In order to attract the right people for specific roles, there is an expectation that organisations should be able to cater to specific needs that largely hadn’t existed before 2020. Rather than seeing this as a negative, Moorthy says that it gives businesses the opportunity to up their game, motivate staff, become more agile in how business is done, and create new points of difference with competitors who remain inflexible.

“Workplaces have had to become flexible for the business to survive,” Moorthy continues. “Not just from a people management perspective, but everything: how we move money, where we source our materials from, and how we can deliver the services we’ve promised to our customers. From that perspective, employees know that they have leverage. If something doesn’t work for them, it is much easier now to find a job in a similar field offered by a competitor who will supply those things. It’s a buyer’s market.

“Post-pandemic we started virtual inductions, where before it was all office-based. In fact, it’s advantageous for everyone because pre-pandemic, HR teams had to dedicate hours preparing and conducting office-based inductions for multiple employees across regions, or even countrywide.”

Changing relationships

To some, these concessions to hybrid working might seem as though the power dynamic between employer and employee has fundamentally shifted. While it might be true that organisations have had to give greater consideration to individual needs, Moorthy insists that it is ultimately for the better, since employees are likely to be more motivated and therefore more productive.

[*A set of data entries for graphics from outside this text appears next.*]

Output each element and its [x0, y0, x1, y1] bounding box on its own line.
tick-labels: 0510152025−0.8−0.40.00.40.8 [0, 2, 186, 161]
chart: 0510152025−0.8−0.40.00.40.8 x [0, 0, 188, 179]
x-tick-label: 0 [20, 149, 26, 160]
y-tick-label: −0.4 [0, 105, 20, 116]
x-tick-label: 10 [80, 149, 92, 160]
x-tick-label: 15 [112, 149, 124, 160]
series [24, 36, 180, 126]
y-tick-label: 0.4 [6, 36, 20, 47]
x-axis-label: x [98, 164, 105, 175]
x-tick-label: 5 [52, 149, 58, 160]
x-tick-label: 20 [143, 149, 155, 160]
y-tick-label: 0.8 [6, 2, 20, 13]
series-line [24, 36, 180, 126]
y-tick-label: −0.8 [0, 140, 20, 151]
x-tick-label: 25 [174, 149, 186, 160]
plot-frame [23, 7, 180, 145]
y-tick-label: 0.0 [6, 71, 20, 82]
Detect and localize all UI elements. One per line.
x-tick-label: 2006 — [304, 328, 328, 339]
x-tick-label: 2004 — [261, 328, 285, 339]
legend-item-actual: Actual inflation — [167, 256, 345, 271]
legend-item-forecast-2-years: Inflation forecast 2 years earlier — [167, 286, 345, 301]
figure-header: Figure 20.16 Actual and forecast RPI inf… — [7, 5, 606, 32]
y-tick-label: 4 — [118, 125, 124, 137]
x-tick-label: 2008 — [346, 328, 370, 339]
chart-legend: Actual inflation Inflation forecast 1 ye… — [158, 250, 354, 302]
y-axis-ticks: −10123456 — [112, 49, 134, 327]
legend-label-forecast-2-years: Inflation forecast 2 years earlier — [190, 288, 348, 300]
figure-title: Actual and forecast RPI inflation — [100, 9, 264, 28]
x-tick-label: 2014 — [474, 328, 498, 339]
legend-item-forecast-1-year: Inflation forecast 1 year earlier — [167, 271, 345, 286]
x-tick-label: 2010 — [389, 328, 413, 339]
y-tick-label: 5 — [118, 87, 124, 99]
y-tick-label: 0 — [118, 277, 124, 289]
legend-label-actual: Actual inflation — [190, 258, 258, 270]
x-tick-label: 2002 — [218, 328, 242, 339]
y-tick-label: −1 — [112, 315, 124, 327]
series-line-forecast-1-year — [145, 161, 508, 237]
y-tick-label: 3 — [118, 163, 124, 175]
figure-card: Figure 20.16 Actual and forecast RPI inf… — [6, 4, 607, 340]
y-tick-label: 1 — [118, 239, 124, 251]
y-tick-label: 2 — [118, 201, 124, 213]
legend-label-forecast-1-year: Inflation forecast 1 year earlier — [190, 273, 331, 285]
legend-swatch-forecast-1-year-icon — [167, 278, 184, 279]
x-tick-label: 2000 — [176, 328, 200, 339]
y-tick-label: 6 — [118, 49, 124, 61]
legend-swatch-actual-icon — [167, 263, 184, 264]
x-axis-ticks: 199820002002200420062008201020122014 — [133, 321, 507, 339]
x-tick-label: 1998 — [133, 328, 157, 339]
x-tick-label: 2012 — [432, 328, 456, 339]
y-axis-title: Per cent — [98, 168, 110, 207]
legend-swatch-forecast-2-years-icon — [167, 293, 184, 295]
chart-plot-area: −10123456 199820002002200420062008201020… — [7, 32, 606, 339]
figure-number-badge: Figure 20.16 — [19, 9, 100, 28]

“In partnership with one of the best schools in the country, Hexaware recently launched a programme aimed at enriching the lives and careers of women,” Moorthy says. “The objective is to nurture talent, which is something that aligns very closely to our talent strategy and diversity approach across the entire organisation.

“Through this programme and other initiatives like it, we aim to increase the number of women at senior management levels across the organisation. That’s important for any business, since with diversity comes new ideas, improved productivity, the flexibility to be able to adapt to emerging markets and changing circumstances.”

It is softer, human factors like these, according to Moorthy, in combination with smart digitalisation and integration that allow for a more progressive working culture and form of human capital management. One that is not only forward-thinking and business-oriented, but also considers individual needs in a personalised, engaged and holistic way.